To quell our worried minds, I did a little research, and found this:

"This question has baffled scientists for over half a century. In 1956, British researchers divided the population into two categories: excretors (those whose urine smells after they eat asparagus) and nonexcretors (asparagus eaters who remain odor free). Since there’s no documentation of the asparagus-pee phenomenon before the 1700s, about the time farmers began using sulfur to fertilize soil, this and subsequent studies hypothesized that a particular gene allows people to process a sulfur-containing compound in asparagus (most likely asparagusic acid). The theory was that if you have that gene, your pee won’t stink. However, they were relying on the test subjects’ own reports and weren’t considering the subjects’ ability to smell.
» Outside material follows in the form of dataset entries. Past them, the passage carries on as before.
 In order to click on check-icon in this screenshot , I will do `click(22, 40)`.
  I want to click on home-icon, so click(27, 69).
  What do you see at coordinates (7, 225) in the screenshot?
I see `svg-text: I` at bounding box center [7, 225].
In 1980, Israeli researchers performed a similar experiment but asked the nonexcretors to smell the excretors’ urine. Shockingly, they found that everyone’s urine smells after eating asparagus; it’s just that some people can’t smell it. So they, too, divided the world into two camps: perceivers and nonperceivers." (from http://www.chow.com/stories/10415)

So there you have it, folks. Hap-pee Easter!

*Asparagus is a little too expensive for my regular budget, especially at Steve's C-Town (Town Town).

3 comments:

Earl said...

Reminds me of that old quote by Proust:

"... the precious essence that I recognized again when, all night long following a dinner at which i had eaten them, they played, in farces as crude and poetic as a fairy play by Shakespeare, at changing my chamber pot into a jar of perfume." (Swann's Way)

-E

Nicole Caccavo Kear said...

I feel utterly illuminated by the investigation you've conducted here. Do you sell T shirts with the Hap-pee Easter logo on them?

Anonymous said...

I've recently learned my brother-in-law doesn't have asparagus pee. I asked him if he knows what asparagus pee smells like. He says he does. I'm not sure how he found out. I guess if he can smell it in other people's pee, he can tell his doesn't.